MR. TAYLOR: Well, we went down this road before. We passed a windfall profits tax in 1980. It was in place through 1988. And according to the Congressional Research Service, its effect was to increase prices at the pump. And the reason is simple. If you increase taxes on the oil industry, you'll get less investment in the oil business. That reduced domestic production, according to CRS, by 3 to 6 percent over that period of time, which meant higher prices, not lower prices. So if Mr. Kucinich's bill passed, you'd see higher prices at the pump.

REP. KUCINICH: That's absolutely not true. I mean, the gentleman's doing a good job of representing the oil companies. I'm representing my constituency in Cleveland and the American people in saying that, look, this will not increase the price of a gallon of gas. It's going to tax only excess profits. The bill he was talking about would have increased the price of a gallon of gas. This is only on excess profits, and this will --

MR. TAYLOR: That's not true. I'm representing the research from the Congressional Research Service.

REP. KUCINICH: Please. This will increase the hopes and dreams of consumers, who are absolutely getting attacked and price-gouged by the oil companies.

MS. STORM: Mr. Taylor --

REP. KUCINICH: Congress has to stand up for the consumers.
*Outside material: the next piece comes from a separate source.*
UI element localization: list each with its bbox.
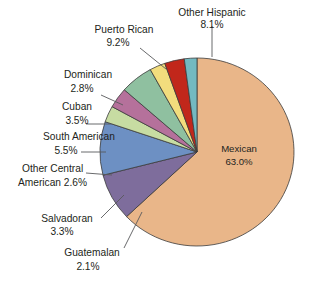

MS. STORM: Mr. Taylor, how can you justify these record profits by these oil companies at a time when consumers are struggling at the pump? People are struggling to drive to work, drive their kids to sports practice. Even some school buses didn't run last spring because of gas prices.

MR. TAYLOR: What most people don't realize is that these oil companies are making about an 8 percent profit on their dollar. That's according to the first quarter of 2006 in their financial report. So I ask you, what's a fair return for an oil company -- 8 percent? Well, that's the U.S. industrial average.
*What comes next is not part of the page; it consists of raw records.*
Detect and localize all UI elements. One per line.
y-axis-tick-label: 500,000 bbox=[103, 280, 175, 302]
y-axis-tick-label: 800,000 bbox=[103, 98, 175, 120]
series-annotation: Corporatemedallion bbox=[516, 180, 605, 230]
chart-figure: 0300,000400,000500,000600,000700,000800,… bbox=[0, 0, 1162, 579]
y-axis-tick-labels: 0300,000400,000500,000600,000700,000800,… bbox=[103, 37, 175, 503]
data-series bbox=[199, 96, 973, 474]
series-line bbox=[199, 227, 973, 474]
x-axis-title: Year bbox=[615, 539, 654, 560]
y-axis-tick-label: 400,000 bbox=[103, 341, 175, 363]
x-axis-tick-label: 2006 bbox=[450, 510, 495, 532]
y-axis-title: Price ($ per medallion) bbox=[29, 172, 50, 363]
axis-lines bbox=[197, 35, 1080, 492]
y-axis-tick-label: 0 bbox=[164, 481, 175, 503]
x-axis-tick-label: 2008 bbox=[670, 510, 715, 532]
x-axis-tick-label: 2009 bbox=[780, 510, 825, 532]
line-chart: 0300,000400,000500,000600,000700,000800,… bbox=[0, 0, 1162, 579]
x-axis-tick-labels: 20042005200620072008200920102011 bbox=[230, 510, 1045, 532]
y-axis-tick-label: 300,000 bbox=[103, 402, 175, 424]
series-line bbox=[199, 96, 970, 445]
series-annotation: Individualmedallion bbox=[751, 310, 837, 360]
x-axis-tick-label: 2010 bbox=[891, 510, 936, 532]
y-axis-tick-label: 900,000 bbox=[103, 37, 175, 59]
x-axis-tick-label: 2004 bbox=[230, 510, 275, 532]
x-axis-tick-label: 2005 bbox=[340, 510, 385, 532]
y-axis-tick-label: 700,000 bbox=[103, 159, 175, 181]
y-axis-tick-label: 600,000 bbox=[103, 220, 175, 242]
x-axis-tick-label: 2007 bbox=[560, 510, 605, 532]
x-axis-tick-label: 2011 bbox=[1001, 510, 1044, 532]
From 1973 to 2004, it might surprise you to learn that the oil companies actually returned less money for investment to the U.S. industrial average than the mean industrial average, and they were riskier investments to do. So if you were investing in oil companies from '73 all the way to the present, you probably lost money compared to what you might have made in other investments.

So if we pass Mr. Kucinich's bill, we institute a form of one-way capitalism, where it's okay if you lose money in the oil business or just break even, but never try to make profits that are average or a little better than average or Congress will put a hammer to you.

REP. KUCINICH: The poor oil companies. Let's look at it this way. You know, they're not even paying the government the royalties that they should be paying for drilling on federal land. They get tax breaks that no one else gets.

MR. TAYLOR: Thanks to the Clinton administration.

REP. KUCINICH: They ought to be taxed at 100 percent for excess profit because they're price gouging. And my bill would do that without increasing the price of gasoline.

MS. STORM: Mr. Kucinich --

MR. TAYLOR: It would increase the price of gasoline.

MS. STORM: Congressman, is there a way to ensure that these oil companies do pay money for alternative fuel research, that supply is increased? Is there a way to make that happen?

REP. KUCINICH: Well, let's -- of course there is, when you start challenging them. I mean, you have to break up the monopolies. Look, they're running the country right now, and everyone knows it. And it's about time the American people had someone and people in Congress standing up for them. That's what my bill does.

You know, we need -- this bill, by the way, would put money into mass transit from the excess profits tax. It would put money into development of cars that work on alternative fuels. Energy-efficient cars would get a tax break, particularly those that are made in America.

We need to change our energy consumption patterns, and we also need to start breaking this hold the oil companies have on our country. That's why they can get a $10 billion profit and make $1,300 a second, and the American people are just helpless.

MS. STORM: That will have to be the last word. Congressman Dennis Kucinich, Jerry Taylor, thanks so much for being with us this morning.